The way you describe it makes it sound quite useless. We need full as well as incremental backups (who wants to upload 10 GB every night???) that can be automated to run nightly. Manual backups are worse than useless.
A good Open Source encrypted back up solution that makes use of this in an intelligent way would be great. I really want to automatically store my photo's and important document outside my house. Houses do burn occaionally, computers get stolen by burglars. No need to loose all your important data in the process.
X.
. . . if someone steals your computer, they steal your backup too.
If you're silly enough to keep your solitary backup in your frickin' computer.
Go tell your friend that God has invented external drives. Then tell him that you'll keep his if he'll keep yours.
KFG
Tape has fewer points of failure than a hard drive?
It does, because, unlike hard-drives, the media and the reading mechanism separate components. If your read head drives on your hard-drive, it is difficult and expensive (but not impossible) to retrieve your data.
Explain to me why the entire industry is moving to disk-to-disk recovery backup with tape relegated to archival backup.
Convenience
Explain to me why most data is kept on hard drives for day to day use if they are so failure prone.
Convenience
Hard drives are more prone to failures than tape drives, but that can be alleviated through stuff like RAID. Hard drives are more convenient than tape for all but the most fundamental backup needs (full backup, full restore).I prefer to use hard drives too; but they are more prone to failure than tape. If I had to choose to trust all my data to a single tape or a single hard drive, I'd go tape every time. If I had the capacity to create a redundant array of hard drives, I'd go with hard drives. If I needed offsite storage on a budget, I'd go with tape - it's easier to transport and store than a hard drive array. If I had the money for it, or my needs were simple enough that the solution wasn't that expensive, I'd go for a local hard drive array backup, and a remote network backup.

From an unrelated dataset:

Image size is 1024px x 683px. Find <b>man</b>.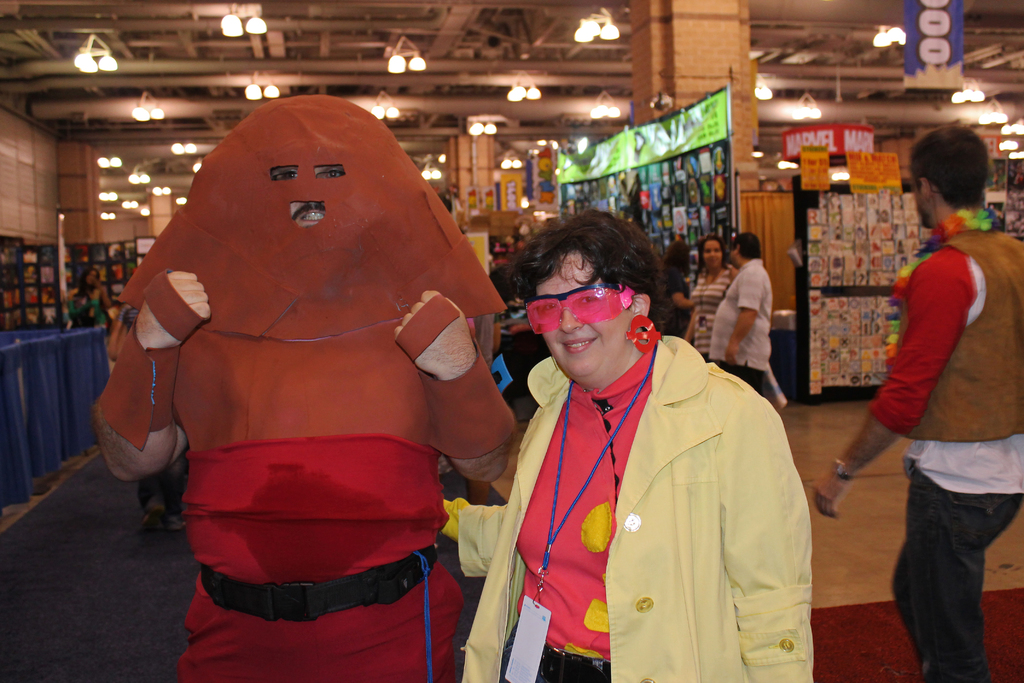
(90,94,518,682).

That last one is, in fact, the backup system I use at home. I have a cheap RAID array, and a script that encrypts my most important files and FTPs them to a friend's computer once a week. My important files are mostly source code and documents I've written myself - it doesn't chew through much bandwidth or storage space.
Just because you're paranoid doesn't mean there isn't an invisible demon about to eat your face
Mom & Dad
5GB at $0.20gb = $1.00 transfer fee
Monthly at $0.15gb = $.75/month recurring charge
$0.75 for a year is $9.00 dollars.
Throw some pictures up there, taxes, and other essentials using a third party program that "helps" you gather what really should be stored in case of emergency (can you say this program might be a good idea for someone in the open-source community?)
Far better than what they have now and its safe from fire. Throw a little encryption through that 3rd party app accessing the Amazon storage and it would be secure.
The difference here is that I used numbers I expect of data that should be backed rather than just dumping stuff on the drives because its there. The amount of stuff people just dump on drives for backup is amazing and wasteful.
* Winners compare their achievements to their goals, losers compare theirs to that of others.